[[ Available data, beginning ]]
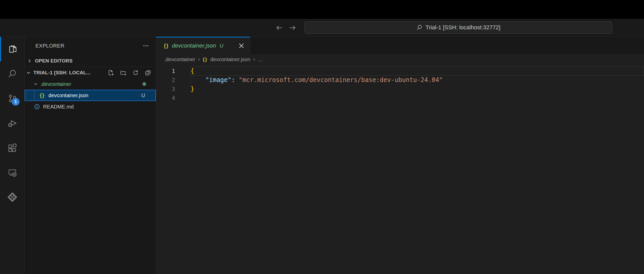  Describe the element at coordinates (400, 89) in the screenshot. I see `code-line-3: 3 }` at that location.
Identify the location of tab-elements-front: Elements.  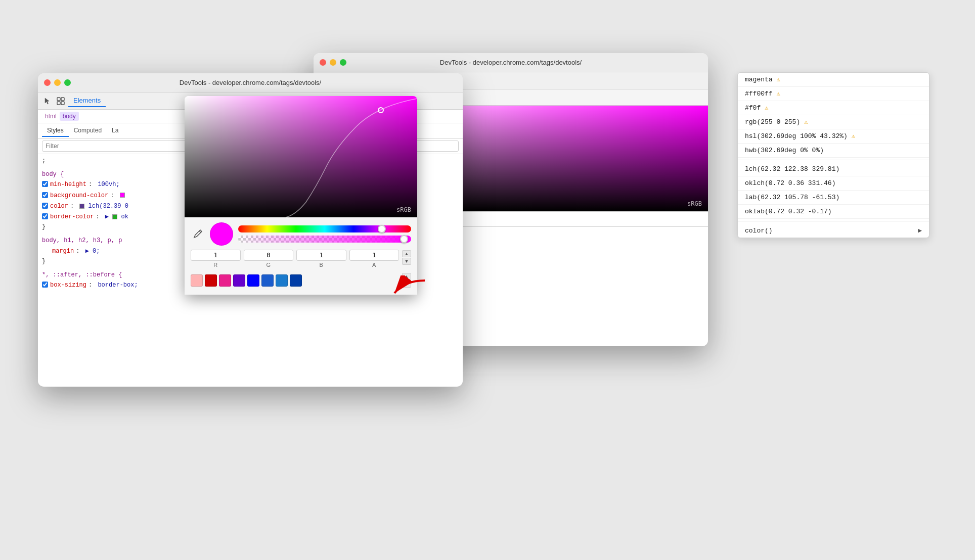
(87, 101).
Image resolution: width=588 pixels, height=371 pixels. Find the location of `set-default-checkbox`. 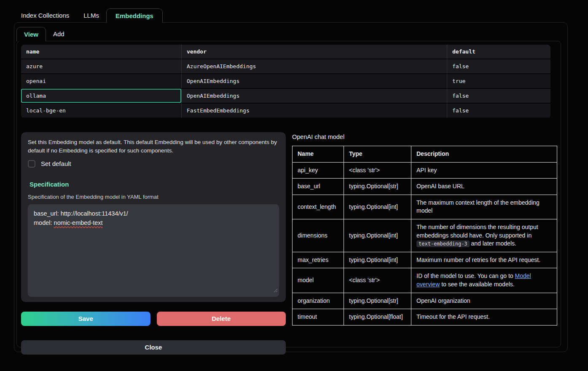

set-default-checkbox is located at coordinates (32, 164).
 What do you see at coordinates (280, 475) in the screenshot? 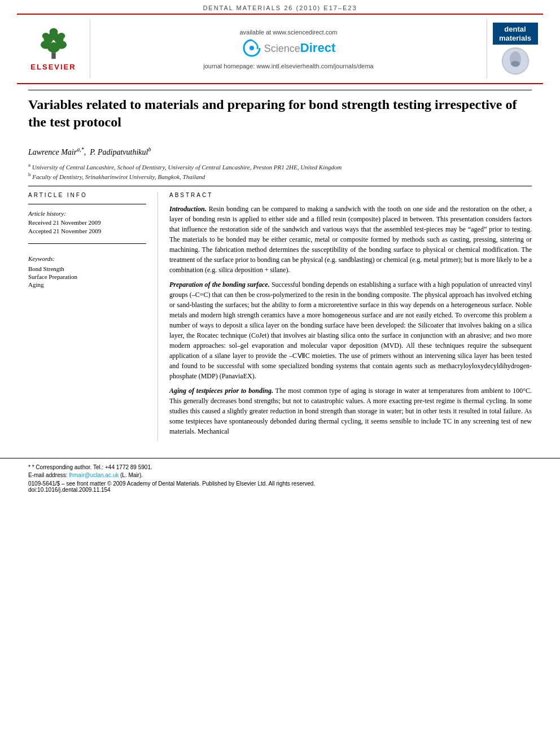
I see `footer-section: * * Corresponding author. Tel.: +44 1772…` at bounding box center [280, 475].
[[ Available data, end ]]
» Exercise goal
Transcribe exactly the line containing "Identify the location" and every line after it through the end of the listing above; pictures are not part of the copy.

» Exercise result
Identify the location of tab-elements-front: Elements.  
(87, 101).
Image resolution: width=588 pixels, height=371 pixels. Find the location of `set-default-checkbox`. 

set-default-checkbox is located at coordinates (32, 164).
 What do you see at coordinates (280, 475) in the screenshot? 
I see `footer-section: * * Corresponding author. Tel.: +44 1772…` at bounding box center [280, 475].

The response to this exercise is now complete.